Think of engineering and design, where software used to be insanely expensive and you needed access to manufacturing. Now, you can use cheap web-delivered design software and outsourced manufacturing facilities, especially with 3D printing. All of a sudden platforms will make a very large difference, and will suck activity away from firms.

JB: Let’s talk about how this changes the economics for individuals. Say you were a hotel employee on a salary, and now you can make money renting out spare bedrooms in your house on Airbnb. This involves some investment that you’re making personally now, rather than being a salaried hospitality industry employee, and you give up a guaranteed income to become an entrepreneur. Do you think the individuals who engage in these marketplaces are adequately compensated for the risks that they’re taking on?

AW: I’m a huge proponent of the idea of universal basic income. If we’re going to embrace the idea that people can piece together income from different places and different sets of activities, we need to make it so that people are truly free economic actors. If you don’t know where your next month’s rent check is going to come from or how you’re going to feed your kids, then you are not a free actor. At the heart of some of these on-demand services is really a surplus of cheap labor.
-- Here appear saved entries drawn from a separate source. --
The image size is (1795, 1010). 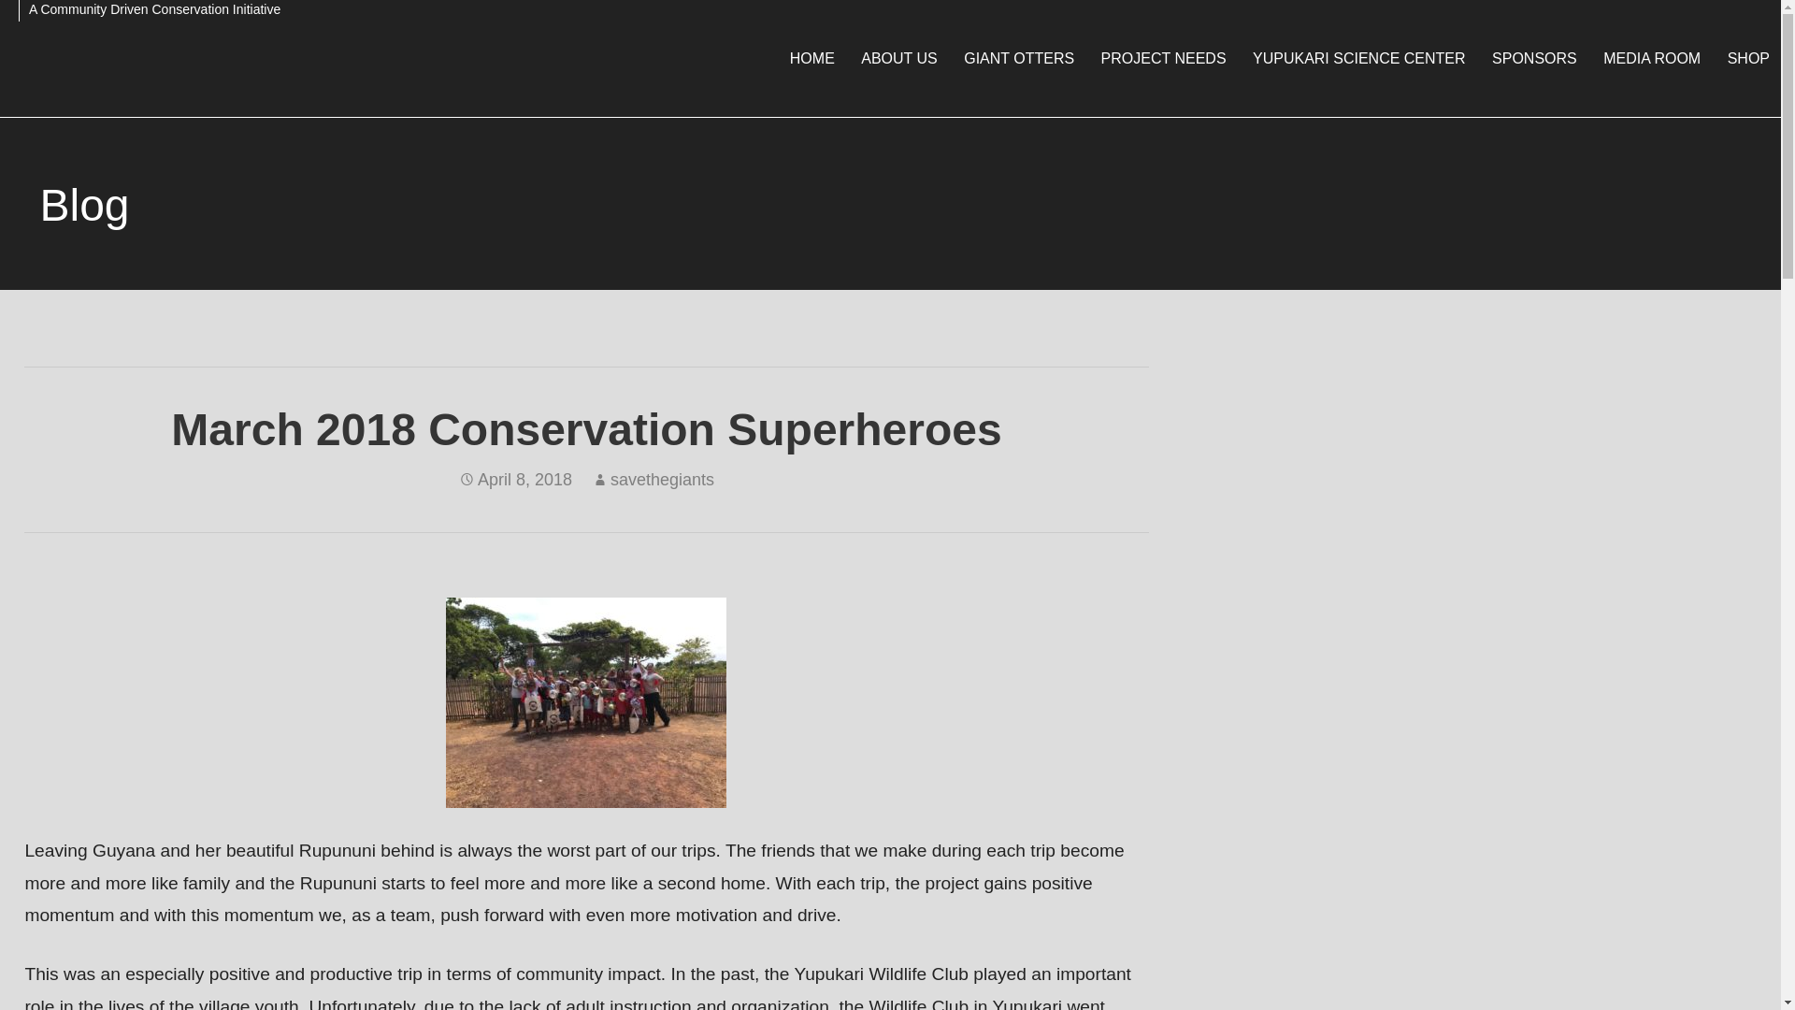 I want to click on GIANT OTTERS, so click(x=1019, y=58).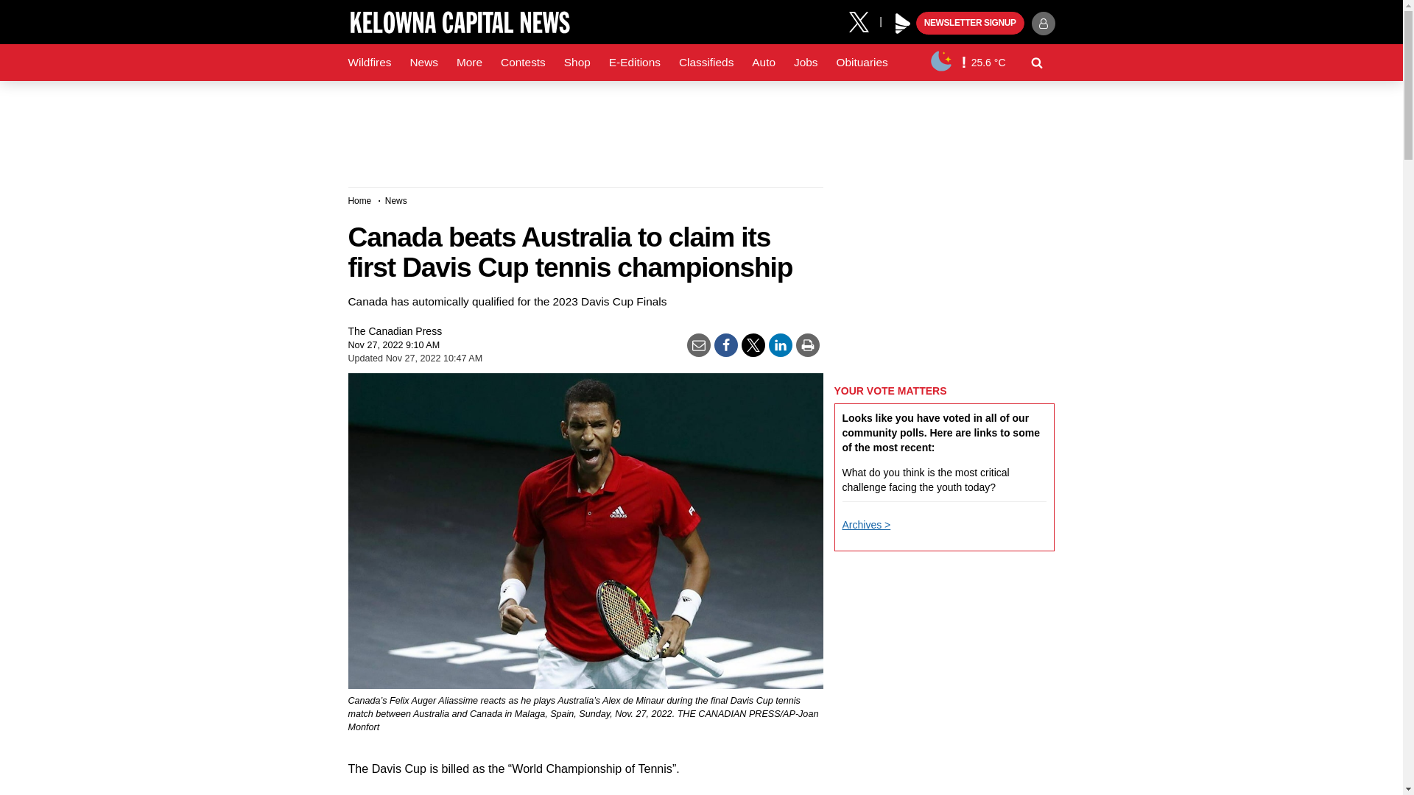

If you give everybody some money, then a couple things are going to happen. One is that wages for certain types of activities are going to rise automatically because many people are going to say, “well, I’m not willing to flip burgers for $7.50 an hour.” That means we don’t need to put a minimum price floor on labor, which is a problematic thing because minimum wages close some people out of activities that they might actually want to do.

We’ve sensed at some level that certain prices that are currently market-clearing are almost exploitative. Our current solution is for the government to fix the price of labor, which is a bad idea, because it leads to all sorts of misallocation of resources. And in any case that only helps people who have a job to begin with, so it doesn’t do anything for people who don’t have a job.

The question is, how do you reconstitute a world where people may work one job, or maybe they’ll work many jobs — maybe they’ll work as a graphic designer, and run some errands for other people, and walk dogs, and make their bedrooms available, whatever.

The way to do that is not to regulate each and every one of those activities, but rather to make sure that people have a certain reservation price for their own time. The way to give people a reservation price for their time is to just give them some money.

JB: How should incumbents address the rise of these new platforms? Develop their own platforms to compete with them, or emphasize their traditional organizational advantages?

AW: My prediction is very simple: incumbents will have platform envy. They’ll try it, they’ll fail, and they’ll eventually be forced to focus on the parts of the business they’re actually good at.

You can’t use Airbnb to bring a thousand people into Times Square for a conference, for instance. And hotels may do perfectly well because consumers may actually want a hotel room.

We’re growing the set of things that are possible, and in many cases, growing the total pie of activity. Yes, there will be some relocation at the edges, but a lot of it will be new activities or reconstituted activities. The fundamental challenge of our time is to figure out this transition from one economic model to a new one.